Clouds come floating into my life from other days no longer to shed rain or usher storm but to give colour to my sunset sky.
Be thou the rainbow in the storms of life. The evening beam that smiles the clouds away, and tints tomorrow with prophetic ray.
Behind the clouds is the sun still shining.
I'm a dreamer. I have to dream and reach for the stars, and if I miss a star then I grab a handful of clouds.
Being alone on the moors is scary; as the rain clouds settle in, it makes you realise your place in nature.
We hovered above the moment like two rain clouds
I silently laugh at my own cenotaph, And out of the caverns of rain, Like a child from the womb, like a ghost from the tomb, I arise and unbuild it again.
I am the daughter of Earth and Water, And the nursling of the Sky; I pass through the pores of the ocean and shores; I change, but I cannot die. For after the rain when with never a stain The pavilion of Heaven is bare, And the winds and sunbeams with their convex gleams Build up the blue dome of air, I silently laugh at my own cenotaph, And out of the caverns of rain, Like a child from the womb, like a ghost from the tomb, I arise and unbuild it again.
I bring fresh showers for the thirsting flowers, From the seas and the streams; I bear light shade for the leaves when laid In their noonday dreams. From my wings are shaken the dews that waken The sweet buds every one, When rocked to rest on their mother's breast, As she dances about the sun. I wield the flail of the lashing hail, And whiten the green plains under, And then again I dissolve it in rain, And laugh as I pass in thunder.
Over the river a golden ray of sun came through the hosts of leaden rain clouds.
There's a but, isn't there?" said Coraline. "I can feel it. Like a rain cloud.
I'm like the weather, never really can predict when this rain cloud's gonna burst; when it's the high or it's the low, when you might need a light jacket. Sometimes I'm the slush that sticks to the bottom of your work pants, but I can easily be the melting snowflakes clinging to your long lashes. I know that some people like: sunny and seventy-five, sunny and seventy-five, sunny and seventy-five, but you take me as I am and never forget to pack an umbrella.

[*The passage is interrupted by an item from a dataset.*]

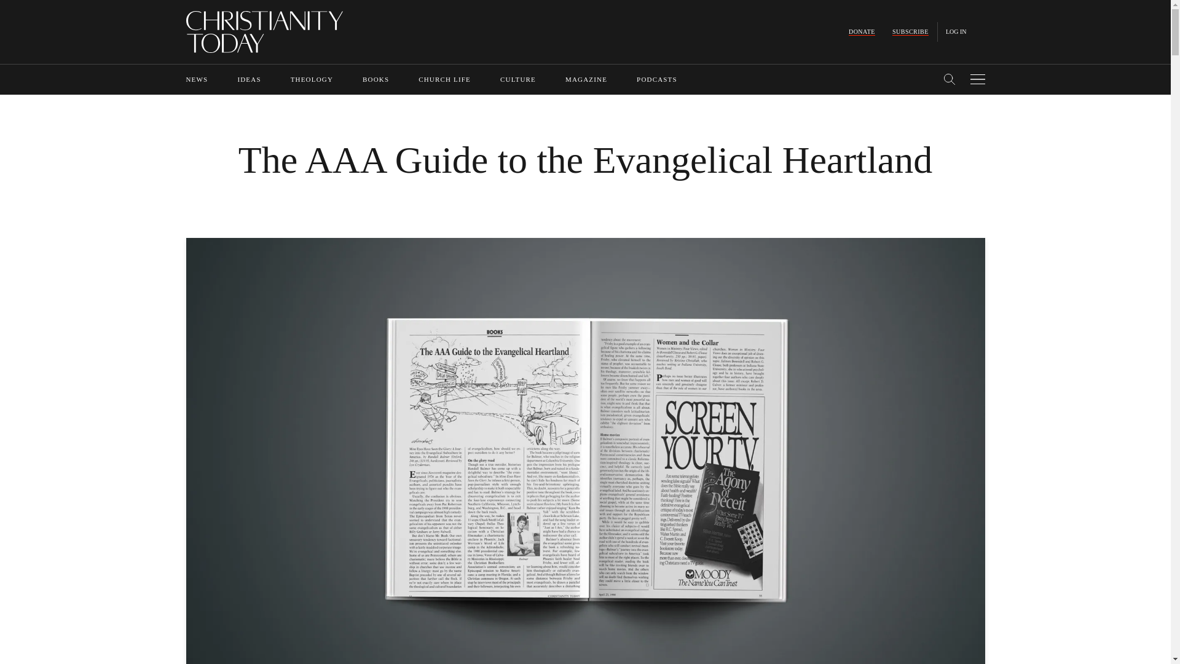  I want to click on MAGAZINE, so click(586, 79).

Thich Nhat Hanh has the ability to express some of the most profound teachings of interdependence and emptiness I've ever heard. With the eloquence of a poet, he holds up a sheet of paper and teaches us that the rain cloud and the tree and the logger who cut the tree down are all there in the paper. He's been one of the most significant carriers of the lamp of the dharma to the West that we have had.